Letters to the editor: Murgoitio Park, critical race theory, help at the border

Keep land as-is

I find it very interesting that the Boise City Council keeps throwing the prohibitive cost of building a park as their reason for wanting to develop the Murgoitio park lot into houses instead. After all, they want to trade the land for something they will just leave as-is. Instead, keep the lot and continue to keep it as-is, leasing it for farmland. The residents who I know that live near it would much rather see that land stay farmland and forgo the park than see it turned into high-density housing.

Jennifer Fletcher, Boise

Make Murgoitio land a park

Why does our city government feel it’s OK to let developers pave over everything south of the interstate and make our roads arterials to Kuna and Meridian so that we can’t even feel safe riding a bicycle on them? I am extremely disappointed that the city is even considering the Murgoitio land swap in southwest Boise for more open space in the Foothills! Here’s a few rough facts: The area between Cole/Cloverdale and Overland/Lake Hazel encompasses 7.5 square miles. We have three — count ‘em: three! — public parks, and they are literally at opposite ends, 1-2 miles apart. Southeast Boise, in contrast, has nine parks in its 5.5-square-mile area, about a half-mile apart. Southwest Boise/Ada County is taking the brunt of unbridled, lax expansion in this valley, turning into endless tracts for developer greed, enabled by our city and county government. Developers have had free reign to develop every parcel of land, even allowed rezoning of traditional rural lots into multi-units. Turn another 160 acres over to housing, while you get more “cool trails and open space” to promote that “North End Lifestyle” to the newcomers you court. Keep Murgoitio Park and cough up some money to develop it for us!

Cindy Kowalczyk, Boise

Critical race theory

The Pavlovian word currently in vogue is critical race theory.

In the ’60s and ’70s in Idaho and elsewhere, the uninformed critics of education demanded “back to the basics.” The cry was emotionally pleasing, a simple propagandistic phrase that ignored what was actually occurring in the classroom and substituted a frightening warning to the public: The liberal teachers are seeking to destroy our youth.

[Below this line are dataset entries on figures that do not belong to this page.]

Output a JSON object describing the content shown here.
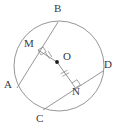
{
  "figure": {
    "canvas": {
      "width": 121,
      "height": 134,
      "background": "#ffffff"
    },
    "stroke_color": "#8a8a8a",
    "label_color": "#3a3a3a",
    "center_dot_color": "#1a1a1a",
    "circle": {
      "cx": 59,
      "cy": 66,
      "r": 45
    },
    "center_point": {
      "name": "O",
      "x": 57,
      "y": 62
    },
    "labels": {
      "B": "B",
      "M": "M",
      "O": "O",
      "D": "D",
      "A": "A",
      "N": "N",
      "C": "C"
    },
    "points": [
      {
        "name": "B",
        "x": 58,
        "y": 22
      },
      {
        "name": "A",
        "x": 17,
        "y": 88
      },
      {
        "name": "D",
        "x": 103,
        "y": 71
      },
      {
        "name": "C",
        "x": 43,
        "y": 110
      },
      {
        "name": "M",
        "x": 38,
        "y": 50
      },
      {
        "name": "N",
        "x": 72,
        "y": 83
      }
    ],
    "chords": [
      {
        "name": "AB",
        "from": "A",
        "to": "B",
        "x1": 17,
        "y1": 88,
        "x2": 58,
        "y2": 22
      },
      {
        "name": "CD",
        "from": "C",
        "to": "D",
        "x1": 43,
        "y1": 110,
        "x2": 103,
        "y2": 71
      }
    ],
    "segments": [
      {
        "name": "OM",
        "from": "O",
        "to": "M",
        "x1": 57,
        "y1": 62,
        "x2": 38,
        "y2": 50,
        "ticks": 2
      },
      {
        "name": "ON",
        "from": "O",
        "to": "N",
        "x1": 57,
        "y1": 62,
        "x2": 72,
        "y2": 83,
        "ticks": 2
      }
    ],
    "right_angles": [
      {
        "name": "angle-at-M",
        "vertex": "M",
        "x": 38,
        "y": 50
      },
      {
        "name": "angle-at-N",
        "vertex": "N",
        "x": 72,
        "y": 83
      }
    ]
  }
}
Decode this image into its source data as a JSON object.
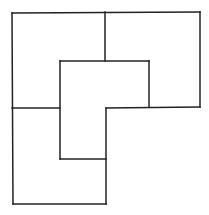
{
  "diagram": {
    "stroke_color": "#222222",
    "background": "#ffffff",
    "stroke_width": 1.5,
    "segments": [
      [
        12,
        13,
        200,
        12
      ],
      [
        200,
        12,
        200,
        107
      ],
      [
        200,
        107,
        106,
        108
      ],
      [
        106,
        108,
        106,
        204
      ],
      [
        106,
        204,
        13,
        204
      ],
      [
        13,
        204,
        12,
        13
      ],
      [
        105,
        12,
        105,
        61
      ],
      [
        60,
        61,
        149,
        61
      ],
      [
        149,
        61,
        149,
        107
      ],
      [
        60,
        61,
        60,
        159
      ],
      [
        60,
        159,
        106,
        159
      ],
      [
        12,
        108,
        60,
        108
      ]
    ]
  }
}
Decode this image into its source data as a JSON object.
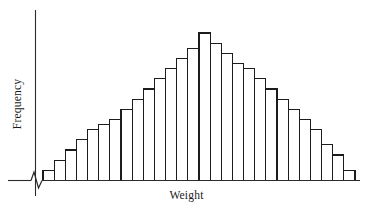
{
  "figure": {
    "width": 367,
    "height": 215,
    "background": "#ffffff",
    "line_color": "#1c1c1c",
    "bar_fill": "#ffffff",
    "axis_color": "#2b2b2b"
  },
  "axes": {
    "y_axis_label": "Frequency",
    "x_axis_label": "Weight",
    "y_axis_name": "y-axis-line",
    "x_axis_name": "x-axis-line",
    "break_symbol_name": "axis-break-zigzag",
    "has_break_symbol": true,
    "ticks_shown": false,
    "tick_labels_shown": false,
    "grid": false
  },
  "chart_data": {
    "type": "bar",
    "title": "",
    "subtitle": "",
    "xlabel": "Weight",
    "ylabel": "Frequency",
    "orientation": "vertical",
    "grid": false,
    "legend": null,
    "legend_position": "none",
    "axis_break": "x-axis origin break",
    "bar_count": 28,
    "bar_gap": 0,
    "ylim": [
      0,
      30
    ],
    "categories": [
      "1",
      "2",
      "3",
      "4",
      "5",
      "6",
      "7",
      "8",
      "9",
      "10",
      "11",
      "12",
      "13",
      "14",
      "15",
      "16",
      "17",
      "18",
      "19",
      "20",
      "21",
      "22",
      "23",
      "24",
      "25",
      "26",
      "27",
      "28"
    ],
    "values": [
      2,
      4,
      6,
      8,
      10,
      11,
      12,
      14,
      16,
      18,
      20,
      22,
      24,
      26,
      29,
      27,
      25,
      23,
      22,
      20,
      18,
      16,
      14,
      12,
      10,
      7,
      5,
      2
    ],
    "annotations": []
  }
}
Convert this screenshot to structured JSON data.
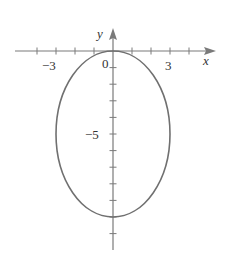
{
  "chart_data": {
    "type": "line",
    "title": "",
    "xlabel": "x",
    "ylabel": "y",
    "series": [
      {
        "name": "ellipse",
        "equation": "x^2/9 + (y+5)^2/25 = 1",
        "center": [
          0,
          -5
        ],
        "semi_axis_x": 3,
        "semi_axis_y": 5,
        "points": [
          [
            0,
            0
          ],
          [
            3,
            -5
          ],
          [
            0,
            -10
          ],
          [
            -3,
            -5
          ]
        ]
      }
    ],
    "x_ticks": [
      -4,
      -3,
      -2,
      -1,
      1,
      2,
      3,
      4
    ],
    "y_ticks": [
      -1,
      -2,
      -3,
      -4,
      -5,
      -6,
      -7,
      -8,
      -9,
      -10,
      -11
    ],
    "tick_labels": {
      "x": [
        "-3",
        "3"
      ],
      "y": [
        "-5"
      ],
      "origin": "0"
    },
    "xlim": [
      -5.2,
      5.4
    ],
    "ylim": [
      -12,
      1.3
    ],
    "grid": false,
    "legend": null
  },
  "labels": {
    "x_axis": "x",
    "y_axis": "y",
    "origin": "0",
    "x_neg3": "−3",
    "x_pos3": "3",
    "y_neg5": "−5"
  }
}
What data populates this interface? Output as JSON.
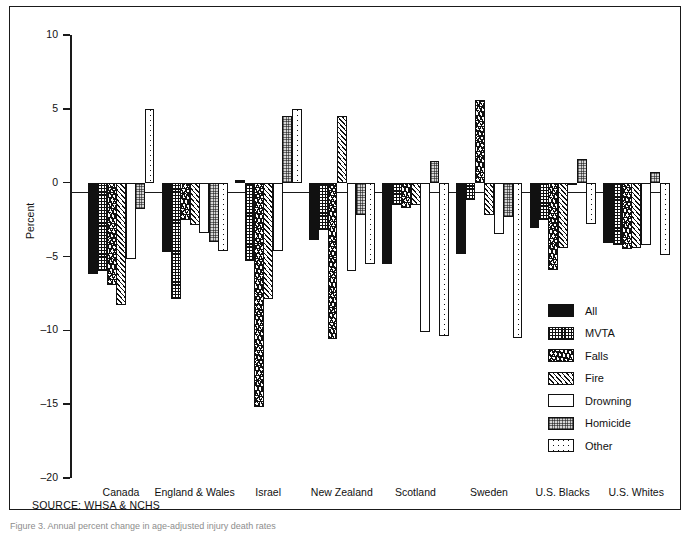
{
  "figure": {
    "source_note": "SOURCE: WHSA & NCHS",
    "caption": "Figure 3.  Annual percent change in age-adjusted injury death rates"
  },
  "chart_data": {
    "type": "bar",
    "title": "",
    "xlabel": "",
    "ylabel": "Percent",
    "ylim": [
      -20,
      10
    ],
    "yticks": [
      10,
      5,
      0,
      -5,
      -10,
      -15,
      -20
    ],
    "ytick_labels": [
      "10",
      "5",
      "0",
      "-5",
      "-10",
      "-15",
      "-20"
    ],
    "grid": false,
    "legend_position": "inside-right",
    "categories": [
      "Canada",
      "England & Wales",
      "Israel",
      "New Zealand",
      "Scotland",
      "Sweden",
      "U.S. Blacks",
      "U.S. Whites"
    ],
    "series": [
      {
        "name": "All",
        "pattern": "solid-black",
        "values": [
          -6.2,
          -4.7,
          0.2,
          -3.9,
          -5.5,
          -4.8,
          -3.1,
          -4.1
        ]
      },
      {
        "name": "MVTA",
        "pattern": "grid",
        "values": [
          -6.0,
          -7.9,
          -5.3,
          -3.2,
          -1.5,
          -1.2,
          -2.5,
          -4.2
        ]
      },
      {
        "name": "Falls",
        "pattern": "speckle-dark",
        "values": [
          -6.9,
          -2.5,
          -15.2,
          -10.6,
          -1.7,
          5.6,
          -5.9,
          -4.5
        ]
      },
      {
        "name": "Fire",
        "pattern": "diagonal",
        "values": [
          -8.3,
          -2.9,
          -7.9,
          4.5,
          -1.5,
          -2.2,
          -4.4,
          -4.4
        ]
      },
      {
        "name": "Drowning",
        "pattern": "white",
        "values": [
          -5.2,
          -3.4,
          -4.6,
          -6.0,
          -10.1,
          -3.5,
          -0.1,
          -4.2
        ]
      },
      {
        "name": "Homicide",
        "pattern": "gray-dot",
        "values": [
          -1.8,
          -4.0,
          4.5,
          -2.2,
          1.5,
          -2.3,
          1.6,
          0.7
        ]
      },
      {
        "name": "Other",
        "pattern": "light-speckle",
        "values": [
          5.0,
          -4.6,
          5.0,
          -5.5,
          -10.4,
          -10.5,
          -2.8,
          -4.9
        ]
      }
    ]
  },
  "legend": {
    "items": [
      {
        "label": "All"
      },
      {
        "label": "MVTA"
      },
      {
        "label": "Falls"
      },
      {
        "label": "Fire"
      },
      {
        "label": "Drowning"
      },
      {
        "label": "Homicide"
      },
      {
        "label": "Other"
      }
    ]
  }
}
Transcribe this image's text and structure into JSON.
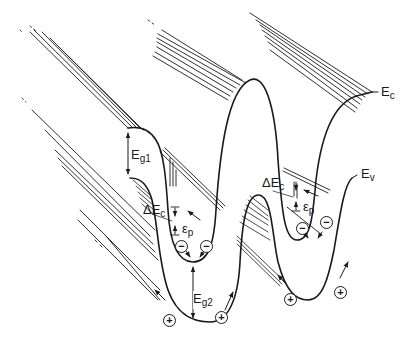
{
  "figure": {
    "type": "energy band diagram"
  },
  "labels": {
    "ec": {
      "main": "E",
      "sub": "c"
    },
    "ev": {
      "main": "E",
      "sub": "v"
    },
    "eg1": {
      "main": "E",
      "sub": "g1"
    },
    "eg2": {
      "main": "E",
      "sub": "g2"
    },
    "delta_ec_left": {
      "main": "ΔE",
      "sub": "c"
    },
    "delta_ec_right": {
      "main": "ΔE",
      "sub": "c"
    },
    "eps_p_left": {
      "main": "ε",
      "sub": "p"
    },
    "eps_p_right": {
      "main": "ε",
      "sub": "p"
    }
  },
  "charges": {
    "electron_symbol": "−",
    "hole_symbol": "+",
    "electrons": 4,
    "holes": 4
  },
  "colors": {
    "ink": "#1a1a1a",
    "background": "#ffffff"
  }
}
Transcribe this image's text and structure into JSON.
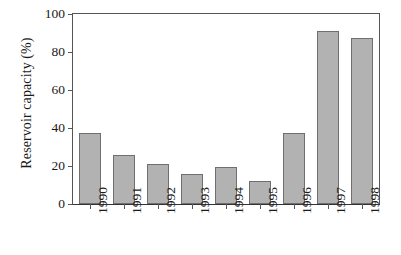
{
  "chart_data": {
    "type": "bar",
    "title": "",
    "subtitle": "",
    "xlabel": "",
    "ylabel": "Reservoir capacity (%)",
    "categories": [
      "1990",
      "1991",
      "1992",
      "1993",
      "1994",
      "1995",
      "1996",
      "1997",
      "1998"
    ],
    "values": [
      37.5,
      26,
      21,
      16,
      19.5,
      12,
      37.5,
      91,
      87.5
    ],
    "series": [
      {
        "name": "Reservoir capacity",
        "values": [
          37.5,
          26,
          21,
          16,
          19.5,
          12,
          37.5,
          91,
          87.5
        ]
      }
    ],
    "ylim": [
      0,
      100
    ],
    "yticks": [
      0,
      20,
      40,
      60,
      80,
      100
    ],
    "ytick_labels": [
      "0",
      "20",
      "40",
      "60",
      "80",
      "100"
    ],
    "grid": false,
    "legend": false,
    "legend_position": "none",
    "annotations": [],
    "bar_fill_color": "#b2b2b2",
    "bar_edge_color": "#6f6f6f",
    "axis_color": "#555555",
    "text_color": "#1a1a1a",
    "background_color": "#ffffff"
  }
}
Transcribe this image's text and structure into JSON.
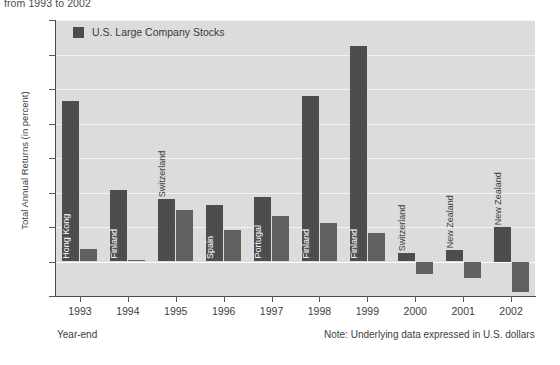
{
  "top_title": "from 1993 to 2002",
  "legend": {
    "label": "U.S. Large Company Stocks",
    "swatch_color": "#4d4d4d"
  },
  "axis": {
    "ylabel": "Total Annual Returns (in percent)",
    "yticks": [
      "175",
      "150",
      "125",
      "100",
      "75",
      "50",
      "25",
      "0",
      "-25"
    ],
    "xticks": [
      "1993",
      "1994",
      "1995",
      "1996",
      "1997",
      "1998",
      "1999",
      "2000",
      "2001",
      "2002"
    ]
  },
  "footnotes": {
    "left": "Year-end",
    "right": "Note: Underlying data expressed in U.S. dollars"
  },
  "colors": {
    "plot_background": "#dcdcdc",
    "country_bar": "#4d4d4d",
    "us_bar": "#606060",
    "gridline": "#f3f3f3",
    "axis": "#4a4a4a"
  },
  "chart_data": {
    "type": "bar",
    "title": "from 1993 to 2002",
    "xlabel": "Year-end",
    "ylabel": "Total Annual Returns (in percent)",
    "ylim": [
      -25,
      175
    ],
    "ytick_step": 25,
    "grid": true,
    "legend_position": "top-left",
    "categories": [
      "1993",
      "1994",
      "1995",
      "1996",
      "1997",
      "1998",
      "1999",
      "2000",
      "2001",
      "2002"
    ],
    "series": [
      {
        "name": "Best Performing Country",
        "color": "#4d4d4d",
        "country_labels": [
          "Hong Kong",
          "Finland",
          "Switzerland",
          "Spain",
          "Portugal",
          "Finland",
          "Finland",
          "Switzerland",
          "New Zealand",
          "New Zealand"
        ],
        "values": [
          116,
          52,
          45,
          41,
          47,
          120,
          156,
          6,
          8,
          25
        ]
      },
      {
        "name": "U.S. Large Company Stocks",
        "color": "#606060",
        "values": [
          9,
          1.3,
          37,
          23,
          33,
          28,
          21,
          -9,
          -12,
          -22
        ]
      }
    ]
  }
}
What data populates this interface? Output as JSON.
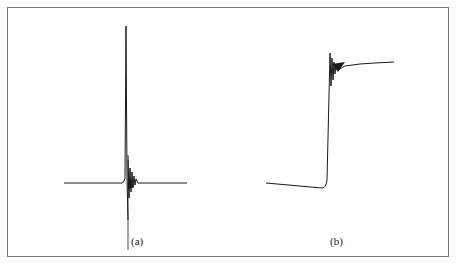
{
  "figure": {
    "panels": [
      {
        "id": "a",
        "label": "(a)",
        "description": "Sharp spike: flat baseline, tall narrow positive peak, then damped ringing and negative dip returning to baseline"
      },
      {
        "id": "b",
        "label": "(b)",
        "description": "Step response: slightly declining baseline, steep rise, overshoot with damped oscillation, then slow settling plateau"
      }
    ]
  },
  "colors": {
    "trace": "#1a1a1a",
    "border": "#777777",
    "background": "#ffffff"
  }
}
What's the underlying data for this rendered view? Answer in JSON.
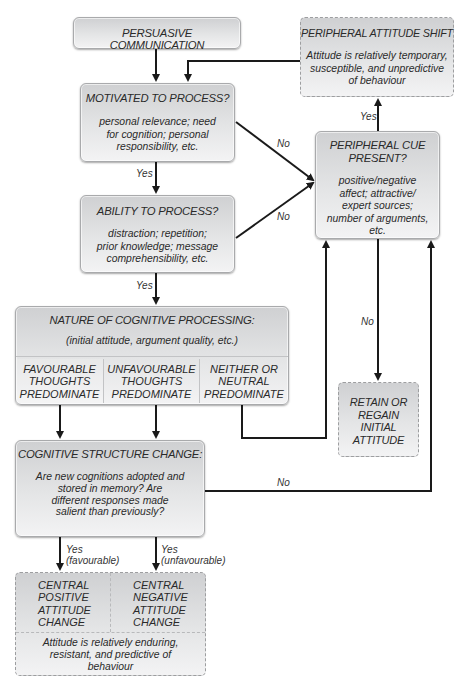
{
  "nodes": {
    "persuasive_communication": {
      "title": "PERSUASIVE COMMUNICATION"
    },
    "motivated": {
      "title": "MOTIVATED TO PROCESS?",
      "body": [
        "personal relevance; need",
        "for cognition; personal",
        "responsibility, etc."
      ]
    },
    "ability": {
      "title": "ABILITY TO PROCESS?",
      "body": [
        "distraction; repetition;",
        "prior knowledge; message",
        "comprehensibility, etc."
      ]
    },
    "peripheral_shift": {
      "title": "PERIPHERAL ATTITUDE SHIFT",
      "body": [
        "Attitude is relatively temporary,",
        "susceptible, and unpredictive",
        "of behaviour"
      ]
    },
    "peripheral_cue": {
      "title": [
        "PERIPHERAL CUE",
        "PRESENT?"
      ],
      "body": [
        "positive/negative",
        "affect; attractive/",
        "expert sources;",
        "number of arguments,",
        "etc."
      ]
    },
    "nature": {
      "title": "NATURE OF COGNITIVE PROCESSING:",
      "subtitle": "(initial attitude, argument quality, etc.)",
      "cols": [
        [
          "FAVOURABLE",
          "THOUGHTS",
          "PREDOMINATE"
        ],
        [
          "UNFAVOURABLE",
          "THOUGHTS",
          "PREDOMINATE"
        ],
        [
          "NEITHER OR",
          "NEUTRAL",
          "PREDOMINATE"
        ]
      ]
    },
    "retain": {
      "lines": [
        "RETAIN OR",
        "REGAIN",
        "INITIAL",
        "ATTITUDE"
      ]
    },
    "structure": {
      "title": "COGNITIVE STRUCTURE CHANGE:",
      "body": [
        "Are new cognitions adopted and",
        "stored in memory? Are",
        "different responses made",
        "salient than previously?"
      ]
    },
    "central": {
      "cols": [
        [
          "CENTRAL",
          "POSITIVE",
          "ATTITUDE",
          "CHANGE"
        ],
        [
          "CENTRAL",
          "NEGATIVE",
          "ATTITUDE",
          "CHANGE"
        ]
      ],
      "body": [
        "Attitude is relatively enduring,",
        "resistant, and predictive of",
        "behaviour"
      ]
    }
  },
  "edge_labels": {
    "motivated_no": "No",
    "motivated_yes": "Yes",
    "ability_no": "No",
    "ability_yes": "Yes",
    "cue_yes": "Yes",
    "cue_no": "No",
    "structure_no": "No",
    "structure_yes_fav": [
      "Yes",
      "(favourable)"
    ],
    "structure_yes_unfav": [
      "Yes",
      "(unfavourable)"
    ]
  }
}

As an Idaho junior high English teacher in Nampa during this time attempting to teach over 180 students a day, the basics described all that I had time to teach. But, despite my efforts and those of my fellow teachers, our labors were never enough to quell the rising censure from the public who claimed they knew what was really going on behind the cloak of education: a well thought out scheme from liberals to destroy our youth.

In reality, asking an educator to teach 180 students daily may have satisfied the conservative call for squelching educational funding — some things never change in Idaho — but the propaganda did little to help our teachers and their students thrive.

Critical race theory? It’s another Pavlovian tool to ensure that our students are not fully educated.

Terry L. Gilbert, Boise

Help at the border

Regarding “Gov. Little, Idaho tax dollars belong in Idaho, not on a fool’s errand at Mexico border,” I disagree with this opinion. I think it is narrow-minded and self-centered. What if the situation was reversed and the problem was at the northern border? States help other states with power crews, firefighters and security support. Should Arizona not send a fire crew to a forest fire in Idaho started by a citizen of the state? If you are concerned about wasting taxpayer dollars, what about all of the U.S. taxpayer money that Vice President Kamala Harris wants to give to other countries? Shouldn’t that be used in the U.S.? Maybe even for a border wall? You probably don’t want a border wall, but I bet you still want walls and doors with locks on your house. That way you can decide who you allow into your house and when. This country is our “house” and we should all want to control access to our “house.” I’m retired and have done volunteer work all over this country from New York to Oregon; what have you given freely to others?